Almost two years ago, Rand Fishkin from Moz posted about looking into building a spam detection tool as a way for sites to figure out (1) who not to get links from, (2) remove bad links from and (3) see how Google may determine if a site is spammy and why.
The industry was torn, thinking this may be just Rand's way of doing automated "outing" but the truth is, a tool like this can be useful to link forensics (I used that word) SEOs.
Rand announced the new paid tool on the Moz blog yesterday. Here is a quick video of how it works:
In short, it looks at just 17 different factors and if a site is flagged with some or many, it will score you as more and more spammy as more flags get hit.
Here are the flags Moz uses:
- Low mozTrust to mozRank ratio: Sites with low mozTrust compared to mozRank are likely to be spam.
- Large site with few links: Large sites with many pages tend to also have many links and large sites without a corresponding large number of links are likely to be spam.
- Site link diversity is low: If a large percentage of links to a site are from a few domains it is likely to be spam.
- Ratio of followed to nofollowed subdomains/domains (two separate flags): Sites with a large number of followed links relative to nofollowed are likely to be spam.
- Small proportion of branded links (anchor text): Organically occurring links tend to contain a disproportionate amount of banded keywords.

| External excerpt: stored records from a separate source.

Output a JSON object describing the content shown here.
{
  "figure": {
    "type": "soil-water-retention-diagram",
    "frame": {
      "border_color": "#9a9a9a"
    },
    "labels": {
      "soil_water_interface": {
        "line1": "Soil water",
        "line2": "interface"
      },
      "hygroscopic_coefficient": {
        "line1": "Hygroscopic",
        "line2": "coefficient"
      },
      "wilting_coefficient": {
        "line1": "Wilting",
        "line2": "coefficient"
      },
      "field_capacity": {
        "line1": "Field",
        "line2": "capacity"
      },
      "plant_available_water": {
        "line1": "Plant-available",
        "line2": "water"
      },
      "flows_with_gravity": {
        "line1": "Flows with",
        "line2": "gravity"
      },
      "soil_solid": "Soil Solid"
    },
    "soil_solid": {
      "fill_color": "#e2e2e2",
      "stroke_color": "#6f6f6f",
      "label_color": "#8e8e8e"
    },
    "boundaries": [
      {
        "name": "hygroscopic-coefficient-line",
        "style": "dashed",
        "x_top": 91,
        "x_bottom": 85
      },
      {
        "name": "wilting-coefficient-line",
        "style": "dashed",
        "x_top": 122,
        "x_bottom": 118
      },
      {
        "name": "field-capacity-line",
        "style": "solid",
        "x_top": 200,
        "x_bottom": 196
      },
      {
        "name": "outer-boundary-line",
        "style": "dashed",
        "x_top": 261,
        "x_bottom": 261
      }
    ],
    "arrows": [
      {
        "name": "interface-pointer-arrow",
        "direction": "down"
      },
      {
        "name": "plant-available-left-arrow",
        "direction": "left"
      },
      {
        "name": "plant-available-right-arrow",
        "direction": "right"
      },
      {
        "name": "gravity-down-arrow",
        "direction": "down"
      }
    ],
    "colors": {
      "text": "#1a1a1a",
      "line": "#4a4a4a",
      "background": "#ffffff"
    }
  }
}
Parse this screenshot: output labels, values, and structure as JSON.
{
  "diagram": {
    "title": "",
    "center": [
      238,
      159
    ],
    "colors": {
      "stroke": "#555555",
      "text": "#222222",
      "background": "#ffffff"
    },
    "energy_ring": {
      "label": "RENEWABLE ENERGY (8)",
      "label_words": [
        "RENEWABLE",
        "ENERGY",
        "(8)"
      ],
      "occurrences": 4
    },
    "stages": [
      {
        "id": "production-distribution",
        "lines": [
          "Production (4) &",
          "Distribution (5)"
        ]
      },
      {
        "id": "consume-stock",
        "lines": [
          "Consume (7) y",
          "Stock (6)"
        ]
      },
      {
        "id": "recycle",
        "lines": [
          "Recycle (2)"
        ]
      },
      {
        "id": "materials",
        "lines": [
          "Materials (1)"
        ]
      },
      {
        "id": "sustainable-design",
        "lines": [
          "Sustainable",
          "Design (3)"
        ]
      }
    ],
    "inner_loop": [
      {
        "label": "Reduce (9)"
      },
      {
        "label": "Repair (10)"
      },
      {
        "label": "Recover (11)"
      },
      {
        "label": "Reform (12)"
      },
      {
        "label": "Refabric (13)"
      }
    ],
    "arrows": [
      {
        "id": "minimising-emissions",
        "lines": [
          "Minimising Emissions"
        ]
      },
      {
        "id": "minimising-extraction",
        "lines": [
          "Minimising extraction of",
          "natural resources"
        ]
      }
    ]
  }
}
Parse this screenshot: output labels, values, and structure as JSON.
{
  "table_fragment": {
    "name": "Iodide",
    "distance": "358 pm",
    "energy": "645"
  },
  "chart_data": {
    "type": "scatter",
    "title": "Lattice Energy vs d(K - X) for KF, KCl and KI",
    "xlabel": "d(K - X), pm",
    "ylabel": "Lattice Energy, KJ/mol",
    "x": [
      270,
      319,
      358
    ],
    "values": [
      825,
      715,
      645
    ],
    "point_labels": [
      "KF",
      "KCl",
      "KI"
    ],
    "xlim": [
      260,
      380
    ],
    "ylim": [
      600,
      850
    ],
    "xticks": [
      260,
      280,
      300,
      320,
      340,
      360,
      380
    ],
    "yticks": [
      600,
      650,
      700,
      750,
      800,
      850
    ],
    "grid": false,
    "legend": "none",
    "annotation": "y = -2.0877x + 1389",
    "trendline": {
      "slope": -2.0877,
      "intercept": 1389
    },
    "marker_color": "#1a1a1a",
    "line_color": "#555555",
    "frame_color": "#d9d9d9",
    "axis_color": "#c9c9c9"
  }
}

If a site does not have a lot of branded anchor text, it's a signal the links are not organic.
- Thin content: If a site has a relatively small ratio of content to navigation chrome it's likely to be spam.
- Site mark-up is abnormally small: Non-spam sites tend to invest in rich user experiences with CSS, Javascript and extensive mark-up. Accordingly, a large ratio of text to mark-up is a spam signal.
- Large number of external links: A site with a large number of external links may look spammy.
- Low number of internal links: Real sites tend to link heavily to themselves via internal navigation and a relative lack of internal links is a spam signal.
- Anchor text-heavy page: Sites with a lot of anchor text are more likely to be spam then those with more content and less links.
- External links in navigation: Spam sites may hide external links in the sidebar or footer.
- No contact info: Real sites prominently display their social and other contact information.
- Low number of pages found: A site with only one or a few pages is more likely to be spam than one with many pages.
- TLD correlated with spam domains: Certain TLDs are more spammy than others (e.g. pw).
- Domain name length: A long subdomain name like "bycheapviagra.freeshipping.onlinepharmacy.com" may indicate keyword stuffing.
- Domain name contains numerals: domain names with numerals may be automatically generated and therefore spam.
What do you think? I have yet to play directly with the tool.